- The Chainalysis report shows that less than 1 percent of all the holders in DAOs had concentrated more than 90 percent of all the voting power.
- DAOs are currently facing a huge problem of avoiding this concentration of power to truly become decentralized platforms.
Decentralized autonomous organizations (DAOs) have been getting a lot of prominence in this wildly expanding crypto ecosystem. As the name suggests, DAOs are organizations with a decentralized hierarchal structure. It means that a community collectively owns an organization’s decision-making process.
While DAOs have emerged as the future of decentralized corporate governance, there have been many anomalies in their functioning. As per the recent report from Chainalysis, most DAOs aren’t as decentralized as intended to be.
Related: DAOs experience 8x growth in 12 months – Report
Chainalysis analyzed the functioning of ten major DAO projects wherein it found some stark details. During its research, Chainalysis found that the voting power in DAOs has been largely concentrated. On average, less than 1 percent of all the holders had concentrated more than 90 percent of all the voting power.
This shows that a high amount of power has been concentrated in the hands of a selected few, an issue that DAOs were supposed to solve. The Chainalysis report notes:
This has meaningful implications for DAO governance. For example, if just a small portion of the top 1% of holders worked together, they could theoretically outvote the remaining 99% on any decision. This has obvious practical implications and, in terms of investor sentiment, likely affects whether small holders feel that they can meaningfully contribute to the proposal process.
The report also notes that a user must hold between 0.1 percent and 1 percent of the total outstanding token supply to create a proposal. However, to pass a proposal, the user must hold anywhere between 1 percent to 4 percent.

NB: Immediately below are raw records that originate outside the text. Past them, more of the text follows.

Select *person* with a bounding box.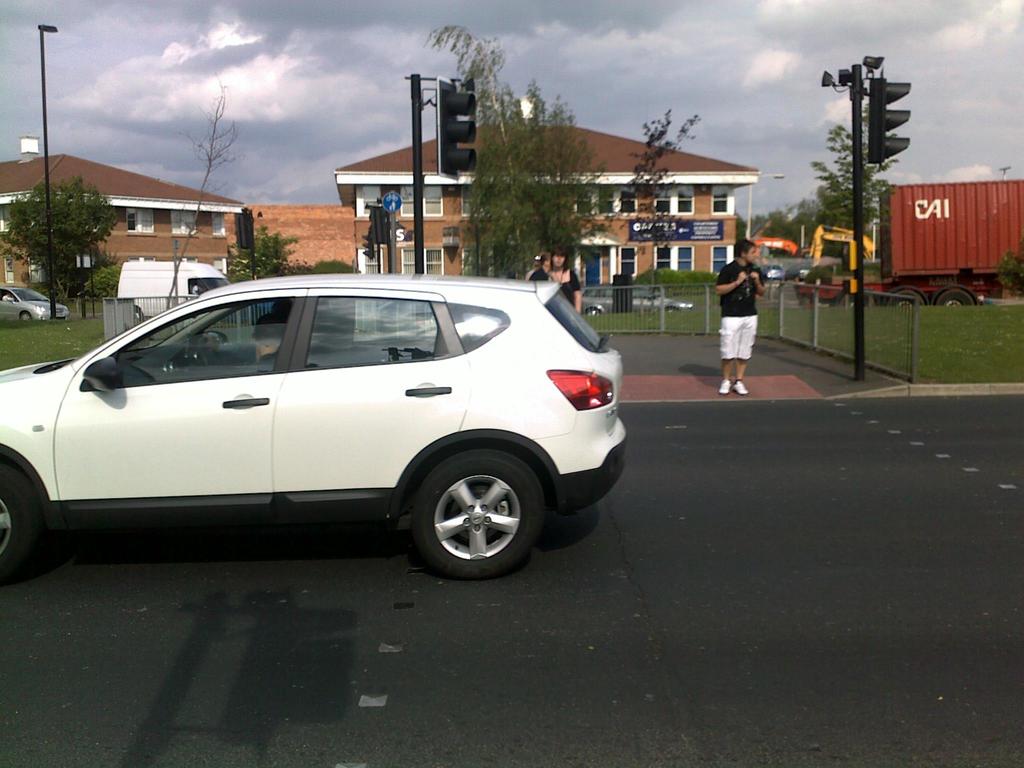
531:249:583:312.
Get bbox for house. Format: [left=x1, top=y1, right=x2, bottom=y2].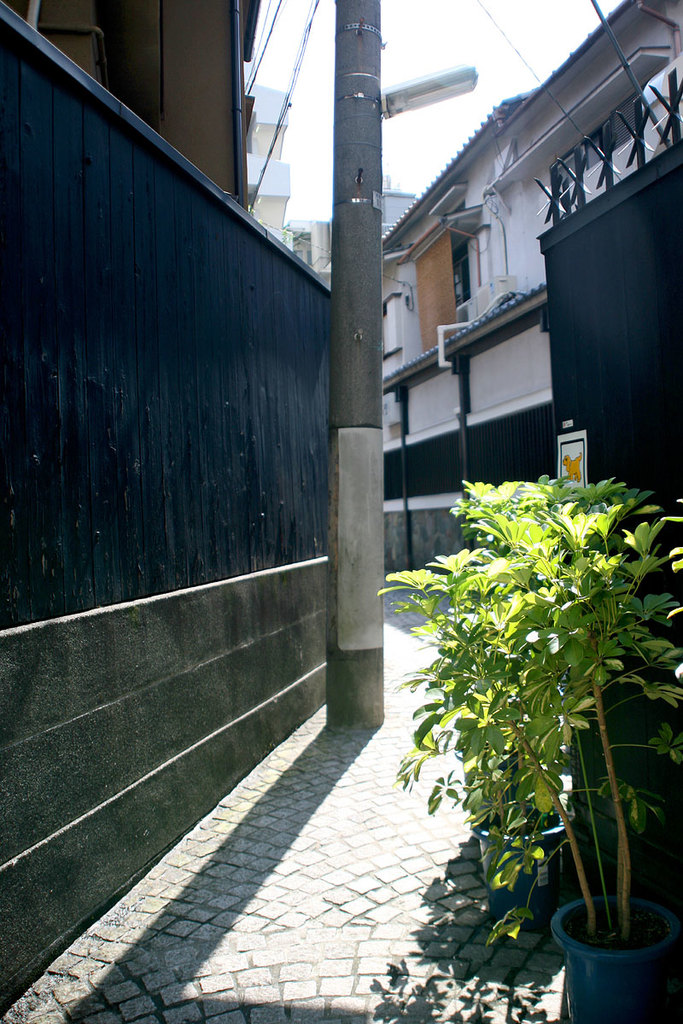
[left=381, top=0, right=682, bottom=508].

Understanding the key trade-offs in DAOs
The Chainalysis report shows that there have been trade-offs in the working of DAOs. If there are several holders creating a proposal the average proposal quality can fall. This could lead to major governance spam in the case of DAOs. However, on the flip side, in the case of too few holders, the community can feel that “decentralized governance” rings as false.
Chainalysis writes:
When it comes to single-handedly passing a proposal, between 1 in 10,000 and 1 in 30,000 holders have enough tokens to do so.

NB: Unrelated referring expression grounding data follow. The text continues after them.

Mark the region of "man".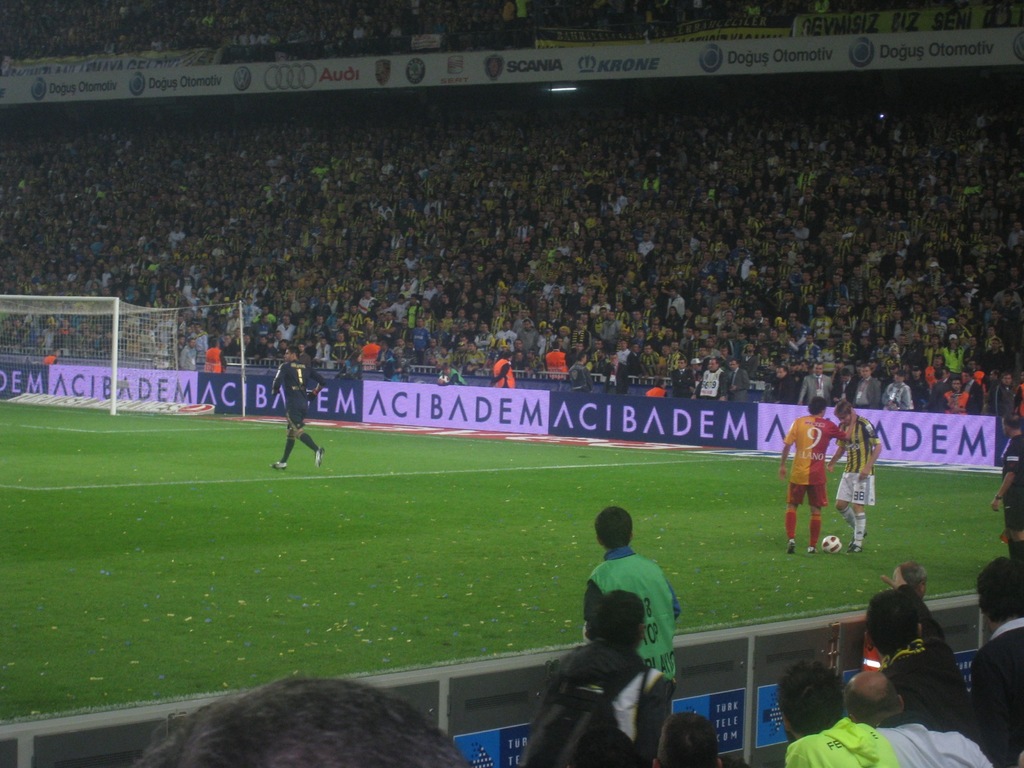
Region: 580/508/682/682.
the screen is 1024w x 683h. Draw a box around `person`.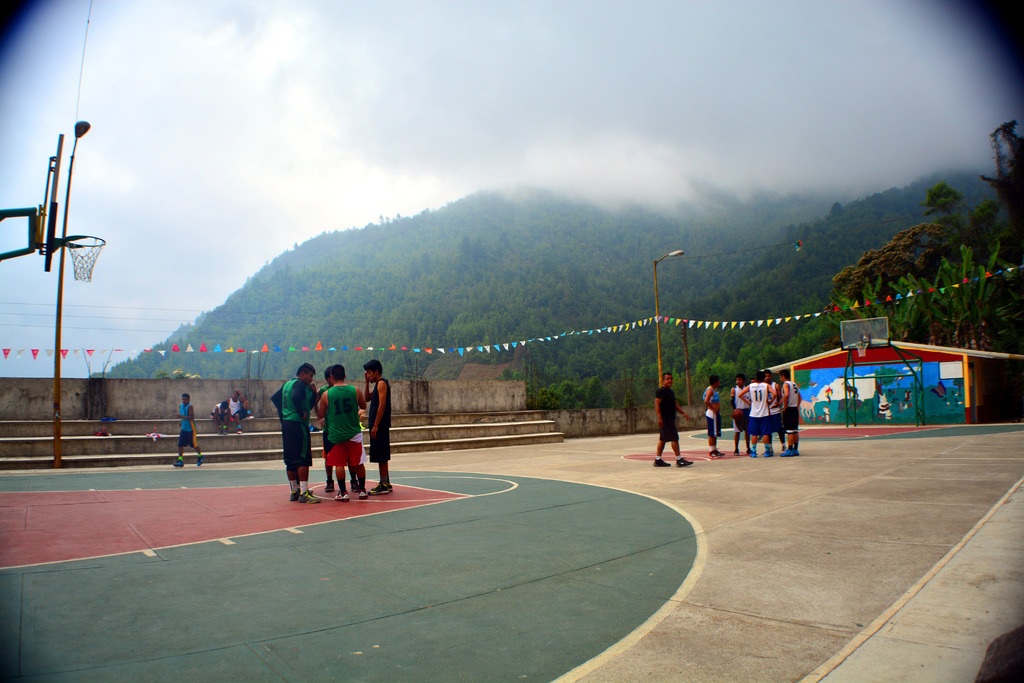
pyautogui.locateOnScreen(204, 396, 231, 425).
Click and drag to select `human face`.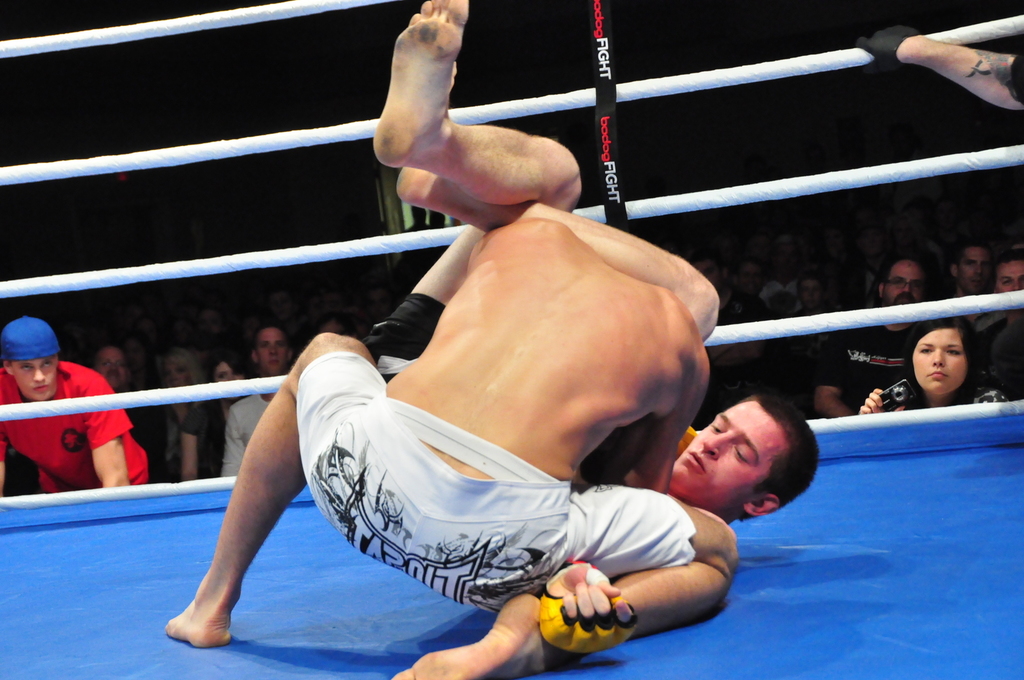
Selection: [left=989, top=255, right=1023, bottom=297].
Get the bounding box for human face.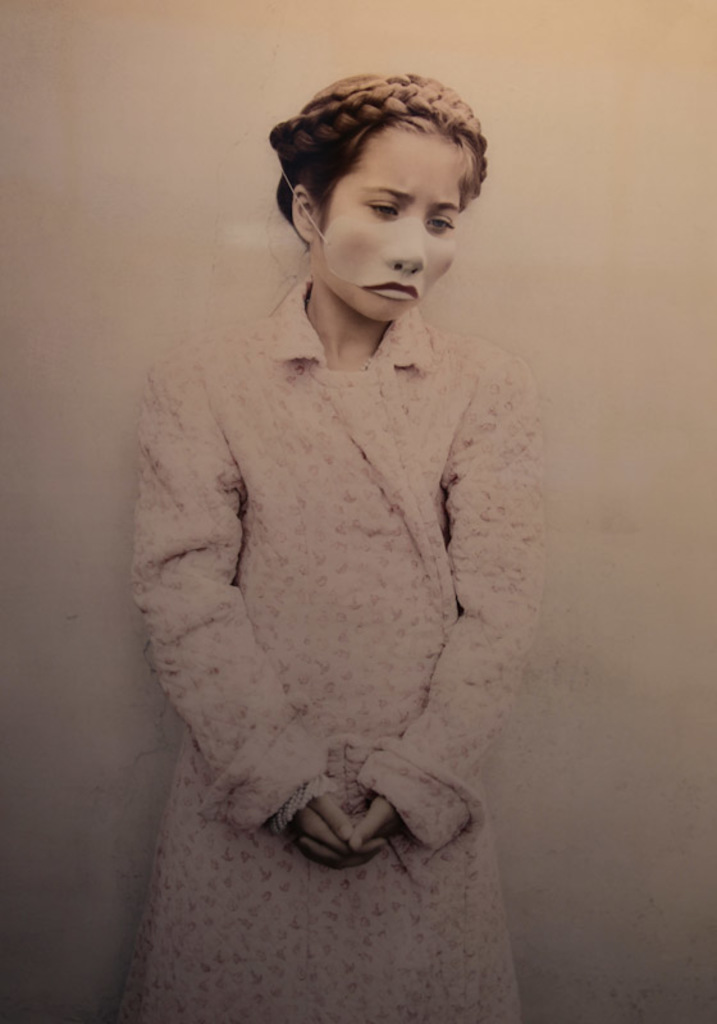
Rect(320, 125, 460, 324).
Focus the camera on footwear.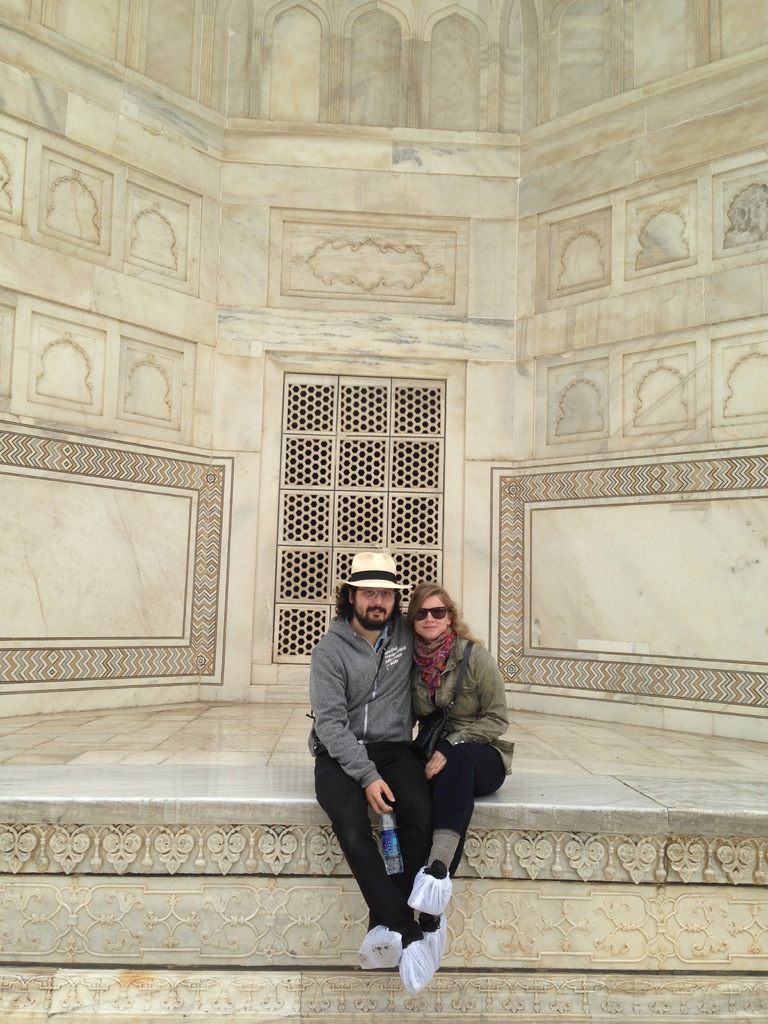
Focus region: [left=360, top=924, right=410, bottom=977].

One of the clear examples regarding the concentration of voting power that we saw was with the Solana-based lending DAO Solend. Amid the liquidity crisis earlier this month, the Solana-based decentralized protocol Solend decided to take over whale accounts. It further decided to execute liquidations themselves through OTC desks in order to avoid a series of liquidations across the DEX books.
Although the proposal received 1.1 million, a staggering 1 million votes came from single users. Following a community backlash, Solend decided to pull back the proposal and work on another mechanism.